The Shadow Knows
The Shadow Knows
According to Jung, our shadow represents the darker or less conscious aspects of oneself. He contends that “the shadow is a living part of the personality and therefore wants to live with it in some form” (Jung, 1969, p. 20) It begs the existential question, how does one live with oneself? Especially the shadow, those parts of ourselves we would rather not confront; those often-painful parts that we would rather avoid, rather repress. Shadow material is shaped by introjections of unhealed parents, family members, social, and personal experiences. It is a repository for the faulty, reactive decisions that we have made about ourselves, that mold our shadow content, feed our unhealthy cognitions, and ignite our complexes (Jung, et al., 1976). It is through our complexes that the shadowy saboteur emerges, often taking the form of anger. Addressing unhealed anger is an opportunity to mitigate the potential for sabotage.
Dreams provide an invaluable opportunity to explore the unconscious and are therefore an essential component of depth psychology. While the dreamer’s egoic motivations are suppressed in sleep, like a theater of the mind, an unbiased “reel of complexes” illuminates the dreamer’s psyche (Jung, 1969). Dream interpretation serves to interpret and ultimately defuse the moderating effects of our shadow content and complexes. Dream analysis conveys key insight into our inhibitions, defenses, compensations, and sabotage patterns. Dreams are the map of soul, and psyche contains the blueprint of our dreams; With practice, we can decipher the key.
References
Jung, C. G., Campbell, J., & Hull, R. F. (1976). The portable Jung. Edited, with an introduction, by Joseph Campbell. Translated by R. F. C. Hull. (Fifth printing.).
Jung, C. G. (1969). The Archetypes and the Collective Unconscious (H. S. Read, M. Fordham, G. Adler, & W. McGuire, Eds.; Second edition, Vols. 9, Part I). Bollingen Foundation.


(Task goal) Search term "upper": please copy every line of the records below that contains it.

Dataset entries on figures

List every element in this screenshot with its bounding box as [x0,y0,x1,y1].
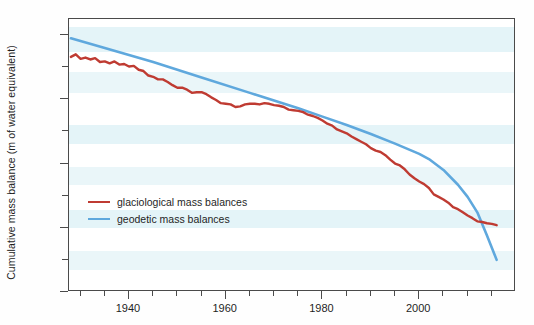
plot-area [68,18,515,291]
x-tick-minor [104,291,105,296]
x-tick-minor [467,291,468,296]
y-tick-major [60,98,68,99]
y-tick-major [60,34,68,35]
y-axis-title: Cumulative mass balance (m of water equi… [0,0,22,325]
legend-item-geodetic: geodetic mass balances [88,210,247,227]
x-tick-label: 1980 [296,302,346,314]
y-tick-minor [62,195,68,196]
x-tick-major [321,291,322,299]
legend-label-glaciological: glaciological mass balances [117,196,247,208]
x-tick-minor [442,291,443,296]
x-tick-major [418,291,419,299]
x-tick-minor [273,291,274,296]
y-tick-minor [62,130,68,131]
y-tick-minor [62,259,68,260]
x-tick-minor [370,291,371,296]
x-tick-major [128,291,129,299]
x-tick-minor [201,291,202,296]
x-tick-label: 2000 [393,302,443,314]
chart-figure: Cumulative mass balance (m of water equi… [0,0,534,325]
y-tick-minor [62,66,68,67]
legend-swatch-geodetic [88,218,110,220]
x-tick-label: 1940 [103,302,153,314]
legend-swatch-glaciological [88,201,110,203]
legend-item-glaciological: glaciological mass balances [88,193,247,210]
x-tick-minor [80,291,81,296]
x-tick-minor [491,291,492,296]
x-tick-minor [152,291,153,296]
y-tick-major [60,163,68,164]
y-tick-major [60,227,68,228]
x-tick-label: 1960 [200,302,250,314]
x-tick-minor [176,291,177,296]
x-tick-minor [297,291,298,296]
x-tick-minor [394,291,395,296]
chart-legend: glaciological mass balances geodetic mas… [88,193,247,227]
x-tick-minor [346,291,347,296]
data-lines [69,19,515,291]
x-tick-major [225,291,226,299]
x-tick-minor [249,291,250,296]
y-tick-major [60,291,68,292]
legend-label-geodetic: geodetic mass balances [117,213,230,225]
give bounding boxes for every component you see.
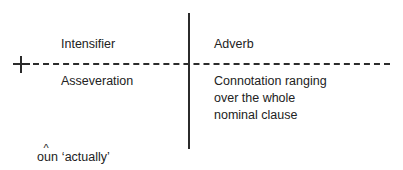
quadrant-label-lower-right-line-1: Connotation ranging bbox=[214, 73, 327, 90]
horizontal-dashed-axis-line bbox=[33, 63, 390, 65]
gloss-annotation: oun^‘actually’ bbox=[37, 150, 110, 165]
plus-sign-marker bbox=[13, 56, 30, 73]
quadrant-label-lower-left: Asseveration bbox=[61, 73, 133, 90]
quadrant-label-lower-right-line-3: nominal clause bbox=[214, 107, 327, 124]
gloss-translation: ‘actually’ bbox=[62, 150, 110, 164]
gloss-headword: oun^ bbox=[37, 150, 58, 164]
quadrant-label-lower-right-line-2: over the whole bbox=[214, 90, 327, 107]
quadrant-label-lower-right: Connotation ranging over the whole nomin… bbox=[214, 73, 327, 124]
circumflex-diacritic-icon: ^ bbox=[44, 143, 49, 154]
vertical-axis-line bbox=[188, 13, 190, 149]
quadrant-label-upper-left: Intensifier bbox=[61, 36, 115, 53]
semantic-feature-diagram: Intensifier Adverb Asseveration Connotat… bbox=[0, 0, 403, 170]
quadrant-label-upper-right: Adverb bbox=[214, 36, 254, 53]
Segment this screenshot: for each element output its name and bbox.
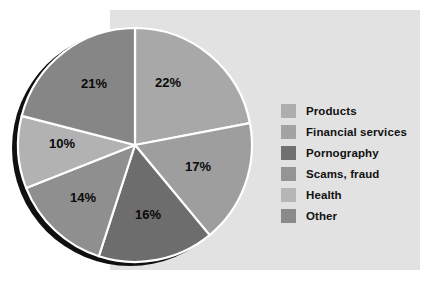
pie-slice-label: 16%: [135, 207, 161, 222]
pie-slice-label: 17%: [185, 159, 211, 174]
pie-chart-svg: 22%17%16%14%10%21%: [0, 0, 290, 287]
legend-item[interactable]: Scams, fraud: [281, 163, 426, 184]
pie-slice-label: 22%: [155, 75, 181, 90]
legend-item[interactable]: Pornography: [281, 142, 426, 163]
legend-item-label: Health: [306, 189, 342, 201]
pie-slice-label: 14%: [70, 190, 96, 205]
chart-figure: 22%17%16%14%10%21% ProductsFinancial ser…: [0, 0, 438, 287]
legend-item[interactable]: Products: [281, 100, 426, 121]
legend-swatch: [281, 125, 296, 139]
legend-swatch: [281, 104, 296, 118]
legend-swatch: [281, 188, 296, 202]
legend-item-label: Financial services: [306, 126, 407, 138]
legend-swatch: [281, 146, 296, 160]
legend-swatch: [281, 209, 296, 223]
legend-item-label: Other: [306, 210, 337, 222]
pie-chart: 22%17%16%14%10%21%: [0, 0, 290, 287]
legend-item[interactable]: Financial services: [281, 121, 426, 142]
legend-swatch: [281, 167, 296, 181]
legend-item[interactable]: Health: [281, 184, 426, 205]
pie-slice-label: 10%: [49, 136, 75, 151]
pie-slice-label: 21%: [81, 76, 107, 91]
legend: ProductsFinancial servicesPornographySca…: [281, 100, 426, 226]
legend-item-label: Products: [306, 105, 357, 117]
legend-item-label: Pornography: [306, 147, 379, 159]
legend-item[interactable]: Other: [281, 205, 426, 226]
legend-item-label: Scams, fraud: [306, 168, 379, 180]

(The answer)
quadrant-label-upper-left: Intensifier bbox=[61, 36, 115, 53]
quadrant-label-upper-right: Adverb bbox=[214, 36, 254, 53]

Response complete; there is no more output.